I hold, Mr. Editor, that good pre¬
paration of the land is more than
half the battle of crop-raising, and
that poor crops are mostly the result
of poor preparation, although the
“seasons” generally conic iu her the
blame. \\ ere I to work poor land
be obliged to select manure wilh-
°ut Fall plowing or Fall plowing
without manure, in the preparation Spring, of 1
the soil for planting in
should choose the latter always, ami
be sure that I would come out ahead
of those who relied on the former.
I believe in stirring the soil, let¬
ting the air, light, and, moisture
penetrate and circulate through it,
and deposit -there the stores of fer¬
tility which the atmosphere so bounti¬
fully supplies for plant-food.
• 1'lowboy.
Middle Tennessee, August, 1872.
From Our Ilomo Journal.
How to Save Good Fodder.
1 had been in the practice all my
life, until two or three years ago, Of
binding my fodder in small hand bun¬
dles, which J stuck on to the corn¬
stalks to cure, as is most generally
practised by farmers, and always bad
more or less molded fodder, except
when the season was unusually good
for the business.
I had frequently beard persons
speak of a different plan, which was
to give the small ends of the blades,
when a handful was gathered, a little
twist and press it slightly down be¬
tween the ear and the stalk and bend
the stalk down over it, and it will
cure in one-half or two thirds the time
required when it is bound in bundles.
I practice this plan now and tiud it
facilitates the gathering, rather than
being more tedious, as 1 had thought
before trying it. 1 cannot gather it
up, when cured, quite so fast as when
it is bound in small bundles, but the
tiino saved whilo gathering more
than makes up for this loss; besides
this, I lose little or no fodder at all,
but it is all free from mould, sound
and sweet. I find also thut the wind
does not blow down so much of it,
neither docs the rain injure it half so
much, as it will dry in two or three
hours sun. It is also much more con¬
venient. for feeding, as but one band
is to be broken.
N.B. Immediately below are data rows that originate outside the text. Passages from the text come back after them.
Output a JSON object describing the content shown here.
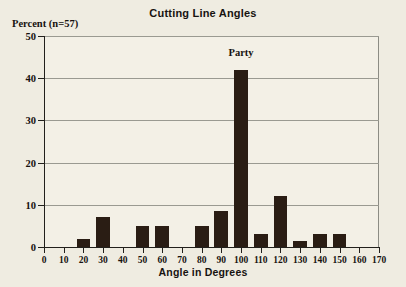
{
  "chart_data": {
    "type": "bar",
    "title": "Cutting Line Angles",
    "xlabel": "Angle in Degrees",
    "ylabel": "Percent  (n=57)",
    "xlim": [
      0,
      170
    ],
    "ylim": [
      0,
      50
    ],
    "grid": true,
    "legend": "none",
    "xticks": [
      0,
      10,
      20,
      30,
      40,
      50,
      60,
      70,
      80,
      90,
      100,
      110,
      120,
      130,
      140,
      150,
      160,
      170
    ],
    "yticks": [
      0,
      10,
      20,
      30,
      40,
      50
    ],
    "xtick_labels": [
      "0",
      "10",
      "20",
      "30",
      "40",
      "50",
      "60",
      "70",
      "80",
      "90",
      "100",
      "110",
      "120",
      "130",
      "140",
      "150",
      "160",
      "170"
    ],
    "ytick_labels": [
      "0",
      "10",
      "20",
      "30",
      "40",
      "50"
    ],
    "categories": [
      20,
      30,
      50,
      60,
      80,
      90,
      100,
      110,
      120,
      130,
      140,
      150
    ],
    "values": [
      2,
      7,
      5,
      5,
      5,
      8.5,
      42,
      3,
      12,
      1.5,
      3,
      3
    ],
    "bar_color": "#2a1d14",
    "bar_width_degrees": 7,
    "annotations": [
      {
        "text": "Party",
        "x": 100,
        "y": 46
      }
    ]
  },
  "figure": {
    "background_color": "#efece1",
    "plot_background_color": "#f3f0e6",
    "axis_color": "#22201c",
    "grid_color": "#9a9a91"
  }
}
M. S. Hamilton.
White Oak , Jefferson County ,. 1 rk
June 15.
* ♦ ♦- --------
Said Anders >n, of England, more
than forty years ago : “One thousand
sheep, folded on an acre of ground one
day, would manure it sufficiently to
feed one thousand and one sheep. So
that by this process, land which tin;
first year can feud only one thousand
sheep, may the next year, as a result
of their own droppings, feed 1,305.
Fine, well-tilled soil als< ibs im-i.-t
ure from both above and below, and
saves it for the use of plants, when a
hard, lumpy soil will net retain it
- - • * «
Duration of Incubation .—If cum’
eggs hatch iu lrom nineteen to twen¬
ty-one days. Turkeys, from twcnly
six to twcnty-uinc days. Guinea
fowls, from twenty-five to twenty
seven days. Pea-fowls, twenty eight
to thirty days. Ducks, twenty-eight
days. Geese, thirty days.
----- • --------
Live Stock. —Stock is unprece¬
dentedly low, and it doesn’t, jay to
keep poor animals when good ones can
bo bought at such reasonable prices.